How we calculate MOT risk & reliability
We turn the UK's public MOT record into clear, comparable measures of reliability and risk. This page explains, in plain English, where the data comes from, how each figure is worked out, and — importantly — what it can and can't tell you.
Where the data comes from
Every figure on this site is derived from the UK's official MOT test data, published by the Driver & Vehicle Standards Agency (DVSA). It covers tens of millions of vehicles and their MOT test results — pass/fail outcomes, recorded mileage and the advisories and defects noted at each test. We aggregate this into make- and model-level statistics and refresh it periodically, so figures reflect the data as at our most recent update.
How we measure model reliability
A model's MOT pass rate is the share of its completed tests that passed — that is, passes ÷ (passes + fails). We deliberately exclude test records with an outcome that isn't a clear pass or fail (for example abandoned tests), so they can't distort the rate. Where a model has too few completed tests to be meaningful we say so, rather than show a misleading number.
Our reliability league tables only rank models with a substantial sample, so a handful of tests on a rare model can't top or bottom the chart. Reliability also depends on a car's age, mileage and how it's been looked after — the pass rate is one strong signal, not the whole story.
How the MOT risk score works
The risk score on a vehicle report is a 0–100 indicator (higher = more risk) that blends several signals from that specific car's MOT history against how its model typically performs:
- Model & age baseline — how often this model fails at roughly this age.
- The car's own pass/fail record — smoothed toward the model average so a single bad year on a short history isn't over-weighted.
- Recent & recurring advisories — issues flagged lately, and faults that keep coming back.
- Mileage — relative to typical for the model, including a check for odometer readings that go backwards between tests (a possible discrepancy).
- Safety history — any dangerous or major defects recorded.
We also show a confidence level: a car with only one or two tests gives us less to go on, so its score is pulled toward the model average and labelled lower-confidence.
How we predict the chance of failing the next MOT
Alongside the risk score we show an estimated chance of failing the next MOT. This comes from a statistical model (logistic regression) trained on millions of historic MOT tests. For each past test the model learned the relationship between the outcome and factors known beforehand — the car's age, recorded mileage and mileage per year, its prior pass/fail record, how the model generally performs, fuel type, engine size and the time of year.
We validate it on a held-out set of vehicles the model never saw during training and measure its ability to separate passes from fails (the “AUC”). The output is a probability, shown as a percentage — an informed estimate of likelihood, not a guarantee of what will happen.
What this is — and isn't
Everything here is indicative and based on MOT data only. It is general information, not advice, and not a recommendation to buy or avoid any vehicle. It is not a mechanical inspection, a valuation, or a full vehicle-history check (finance, write-off, theft, plate changes). MOT records can be incomplete or contain data-entry errors, and a past result doesn't dictate a future one.
Before making a decision about a car, always view it in person, check its service history, and consider an independent professional inspection and a full vehicle-history check. If you spot something that looks wrong in our data, please get in touch.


- WHAT THE TASK REQUIRES -
Which lines below contain the word "caption"? Copy each one.

Records contained in a dataset:

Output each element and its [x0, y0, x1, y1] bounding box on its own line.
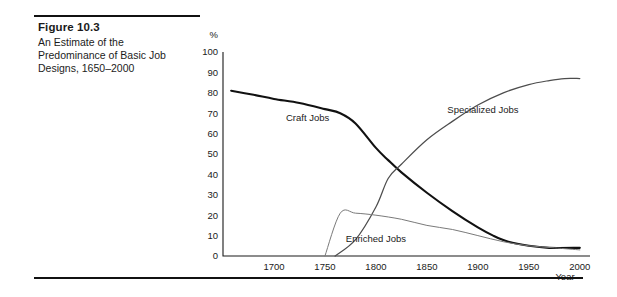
y-axis-tick-label: 40	[207, 169, 218, 180]
figure-caption-body: An Estimate of the Predominance of Basic…	[38, 36, 188, 74]
y-axis-tick-label: 10	[207, 230, 218, 241]
x-axis-tick-label: 1850	[416, 261, 437, 272]
series-label-craft: Craft Jobs	[286, 112, 330, 123]
x-axis-tick-label: 1750	[314, 261, 335, 272]
series-line-craft	[231, 91, 580, 248]
y-axis-tick-label: 60	[207, 128, 218, 139]
y-axis-tick-labels: 0102030405060708090100	[202, 46, 218, 261]
y-axis-unit-label: %	[210, 29, 219, 40]
y-axis-tick-label: 50	[207, 148, 218, 159]
y-axis-tick-label: 30	[207, 189, 218, 200]
top-rule	[34, 15, 200, 17]
series-label-enriched: Enriched Jobs	[346, 233, 406, 244]
x-axis-tick-label: 1950	[518, 261, 539, 272]
bottom-rule	[34, 277, 583, 279]
chart-plot-area: 0102030405060708090100 % 170017501800185…	[190, 18, 610, 280]
x-axis-tick-label: 1900	[467, 261, 488, 272]
figure-caption: Figure 10.3 An Estimate of the Predomina…	[38, 20, 188, 74]
x-axis-tick-label: 1700	[263, 261, 284, 272]
y-axis-tick-label: 0	[213, 250, 218, 261]
y-axis-tick-label: 90	[207, 67, 218, 78]
x-axis-tick-label: 1800	[365, 261, 386, 272]
line-chart-svg: 0102030405060708090100 % 170017501800185…	[190, 18, 610, 280]
x-axis-tick-labels: 1700175018001850190019502000	[263, 261, 590, 272]
y-axis-tick-label: 20	[207, 210, 218, 221]
y-axis-tick-label: 100	[202, 46, 218, 57]
series-lines-group	[231, 78, 580, 256]
figure-caption-title: Figure 10.3	[38, 20, 188, 34]
figure-10-3: Figure 10.3 An Estimate of the Predomina…	[0, 0, 617, 297]
y-axis-tick-label: 80	[207, 87, 218, 98]
series-label-specialized: Specialized Jobs	[447, 104, 519, 115]
y-axis-tick-label: 70	[207, 108, 218, 119]
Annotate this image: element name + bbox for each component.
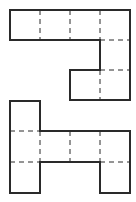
top-net-fold-lines [40,10,130,100]
cube-nets-diagram [0,0,136,202]
bottom-net [10,101,130,193]
top-net [10,10,130,100]
bottom-net-outline [10,101,130,193]
bottom-net-fold-lines [10,131,130,162]
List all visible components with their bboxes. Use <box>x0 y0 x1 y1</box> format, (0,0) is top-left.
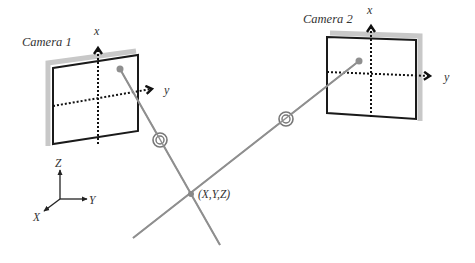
world-x-label: X <box>32 211 41 223</box>
stereo-diagram: Camera 1 x y Camera 2 x y Z Y X (X,Y,Z) <box>0 0 475 263</box>
camera-1-y-label: y <box>163 83 170 97</box>
world-y-label: Y <box>89 194 97 206</box>
world-z-label: Z <box>55 157 62 169</box>
world-point-label: (X,Y,Z) <box>198 188 230 201</box>
camera-1-image-plane <box>53 55 138 144</box>
camera-2-x-label: x <box>366 3 373 17</box>
world-x-axis <box>44 199 60 211</box>
camera-2-label: Camera 2 <box>303 12 353 26</box>
camera-1-label: Camera 1 <box>22 35 72 49</box>
camera-2-image-plane <box>327 37 416 119</box>
camera-2-y-label: y <box>443 70 450 84</box>
world-point <box>188 191 194 197</box>
world-axes <box>44 170 87 211</box>
camera-1-x-label: x <box>93 24 100 38</box>
ray-camera-1-overlay <box>120 69 220 245</box>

- SOLUTION TO THE PROBLEM -
figure-caption-body: An Estimate of the Predominance of Basic…	[38, 36, 188, 74]
figure-caption: Figure 10.3 An Estimate of the Predomina…	[38, 20, 188, 74]
figure-caption-title: Figure 10.3	[38, 20, 188, 34]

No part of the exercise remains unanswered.